LP: On a more positive note, these hypothetical scenarios that we are imagining, the reason we’re bringing this up is because we are all aware of how crazily exciting the development is in our field. It’s just moving so fast. These are not conversations that are framed in some science fiction world, they’re very real. There is so much data and information that has been collected already, and there is a lot to learn from it. I think we are very privileged to come to Caltech and do this now. 

DVV: It’s one of the unique things that makes Caltech so exciting.
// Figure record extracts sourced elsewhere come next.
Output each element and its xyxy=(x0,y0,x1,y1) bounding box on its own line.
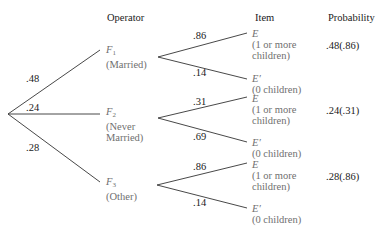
prob-f1-eprime: .14 xyxy=(193,67,206,78)
item-f2-eprime: E′ (0 children) xyxy=(252,137,301,159)
header-probability: Probability xyxy=(328,12,375,23)
prob-f2-e: .31 xyxy=(193,96,206,107)
prob-f3-eprime: .14 xyxy=(193,197,206,208)
prob-f3: .28 xyxy=(26,142,39,153)
item-f1-e: E (1 or more children) xyxy=(252,28,296,61)
result-f1: .48(.86) xyxy=(326,40,359,51)
item-f3-eprime: E′ (0 children) xyxy=(252,203,301,225)
header-operator: Operator xyxy=(107,12,144,23)
prob-f2-eprime: .69 xyxy=(193,131,206,142)
header-item: Item xyxy=(255,12,274,23)
item-f1-eprime: E′ (0 children) xyxy=(252,73,301,95)
branch-root-f3 xyxy=(8,114,100,182)
result-f3: .28(.86) xyxy=(326,171,359,182)
result-f2: .24(.31) xyxy=(326,105,359,116)
tree-lines xyxy=(0,0,377,231)
item-f3-e: E (1 or more children) xyxy=(252,159,296,192)
branch-root-f1 xyxy=(8,50,100,114)
node-f2: F2 (Never Married) xyxy=(106,106,143,143)
prob-f2: .24 xyxy=(26,102,39,113)
prob-f1: .48 xyxy=(26,73,39,84)
prob-f3-e: .86 xyxy=(193,161,206,172)
node-f3: F3 (Other) xyxy=(106,176,137,202)
item-f2-e: E (1 or more children) xyxy=(252,93,296,126)
node-f1: F1 (Married) xyxy=(106,44,147,70)
prob-f1-e: .86 xyxy=(193,30,206,41)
We get students who are fascinated by the biological questions but also have the quantitative backgrounds that are now necessary for doing this type of work. 

Lior Pachter (BS ’94) is a Bren Professor of Computational Biology and Computing and Mathematical Sciences, as well as an affiliated faculty member of the Tianqiao and Chrissy Chen Institute for Neuroscience at Caltech. 

Matt Thomson is an assistant professor of computational biology and Heritage Medical Research Institute Investigator, as well as an affiliated faculty member of the Tianqiao and Chrissy Chen Institute for Neuroscience at Caltech. 

David Van Valen (PhD ’11) is an assistant professor of biology and biological engineering. 

Long Cai is a professor of biology and biological engineering, as well as an affiliated faculty member of the Tianqiao and Chrissy Chen Institute for Neuroscience at Caltech. 

Elliot Meyerowitz is the George W. Beadle Professor of Biology and a Howard Hughes Medical Institute Investigator. 

Ellen Rothenberg is the Albert Billings Ruddock Professor of Biology.